Just a few hours before a planned hearing on confirmation on Thursday, the White House scraped the appointment of Dave Weldon, a former Member of Congress in Florida with a history of the rhetoric of Avaccine to guide the leading agency of the country.

Weldon, a doctor and republican who represented Brevard County's area from 1995 to 2009, was tapped by President Donald Trump in November to lead the centers for the control and prevention of diseases in Atlanta, which is at the forefront of a reaction to pandemics.

The Stat of the Health News site reported that the administration had concerns about Weldon's long history of the criticism of vaccine and had drawn its nomination on Thursday morning. Axios initially reported that his nomination was scrapped.

In an explanation of CBS News, Weldon said that his nomination had been pulled because of the opposition by the Republican US Susan Susan Collins, R-Main, and Bill Cassidy, R-La.

He also accused “Big Pharma” for his distance.

Weldon's medical office said he was not available for an interview on Thursday.

The decision to withdraw Weldon's name came in the middle of a growing measles outbreak in the United States, which already cost the lives of two people and widespread bird flu infections in chickens and cattle.

Trump's appointment of Weldon was celebrated by activists who spoke out against most routine vaccines in childhood, including measles and rubella.

“He is one of us !!” wrote the co-director of the anti-vaccine group Mississippi parents for vaccine rights on Facebook. “Dream becomes true.”

Weldon, a doctor in Florida before his election to the congress in 1994 and who now has an internal medical practice in Malabar, said in his explanation that he was not “anti-Vax”.

“More than twenty years ago, while in the congress I made some concerns about the security of children in childhood, Collins' employees suddenly got over it for some reason,” he wrote.
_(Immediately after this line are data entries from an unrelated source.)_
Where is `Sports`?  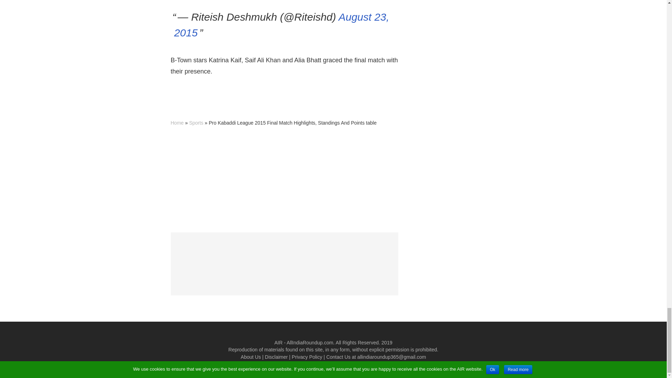 Sports is located at coordinates (196, 123).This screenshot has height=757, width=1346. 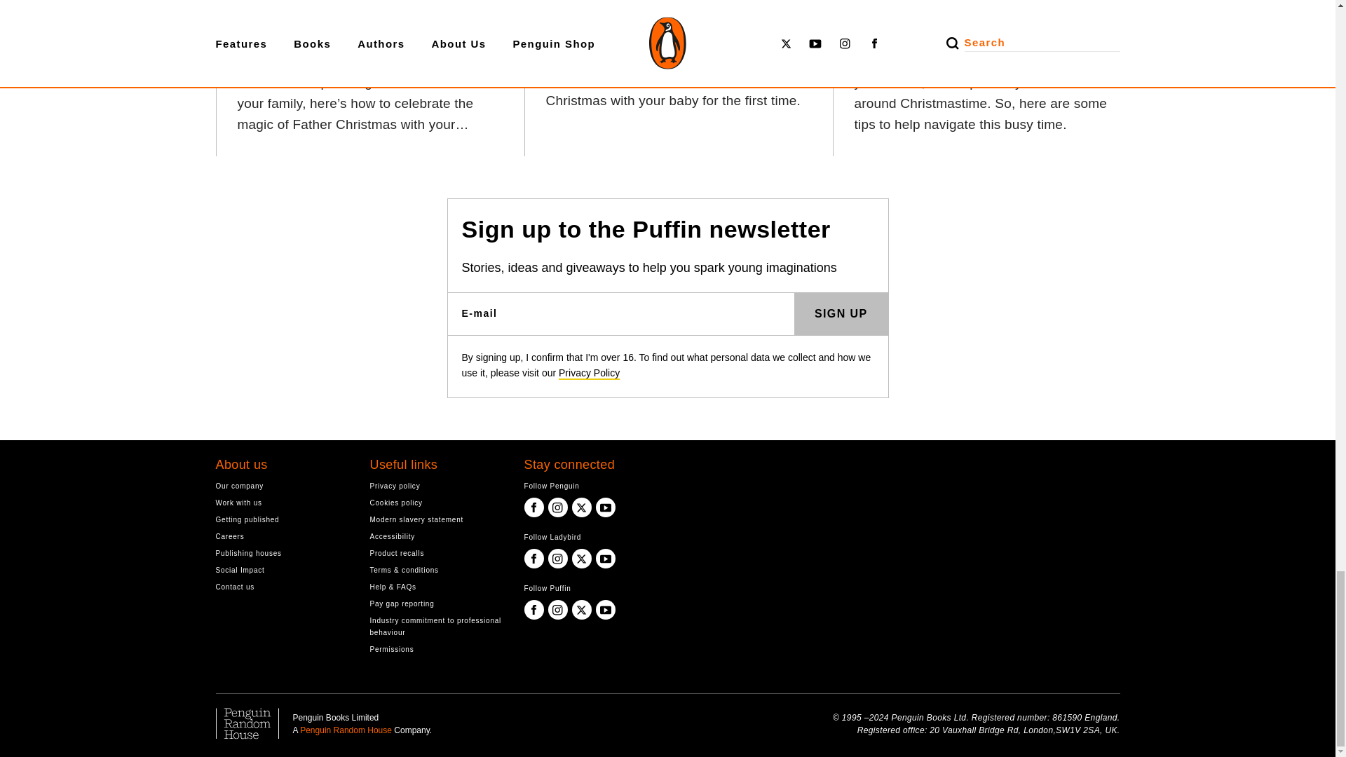 What do you see at coordinates (437, 537) in the screenshot?
I see `Accessibility` at bounding box center [437, 537].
Weldon, co-founder of the Congress's autism caucus, introduced the “mercury-free vaccine law” in 2007 to restrict the use of the conservative thiomer into vaccines. The draft law died in the committee. The Thiomer was largely removed from vaccines in the early 2000s, although it is still used in some annual flu vaccinations.

The CDC, which is currently being headed by the incumbent director Susan Monarez, announced this month that she would initiate another study of alleged connections to vaccines and autism, although numerous studies do not find a link.

Robert F. Kennedy Jr., the Ministry of Health and Human Service Secretary, has an even more extensive background to Avaccine.

Kennedy believed that Weldon was not ready to take on the tasks of the CDC director, Axios reported, although Weldon claimed that RFK was “very upset” at his distance.

“He said I was the perfect person for the job,” Weldon wrote.

Kennedy has given mixed messages about measles vaccines since his confirmation last month.

He said the shots “not only protect individual children from measles, but also to the immunity of the community.”

However, he also said Fox News that federal health officers “also look at our vaccine -injured children and look them into their eyes” and to enter dubious claims that the people affected the most “not good nutrition” or “a good training program”.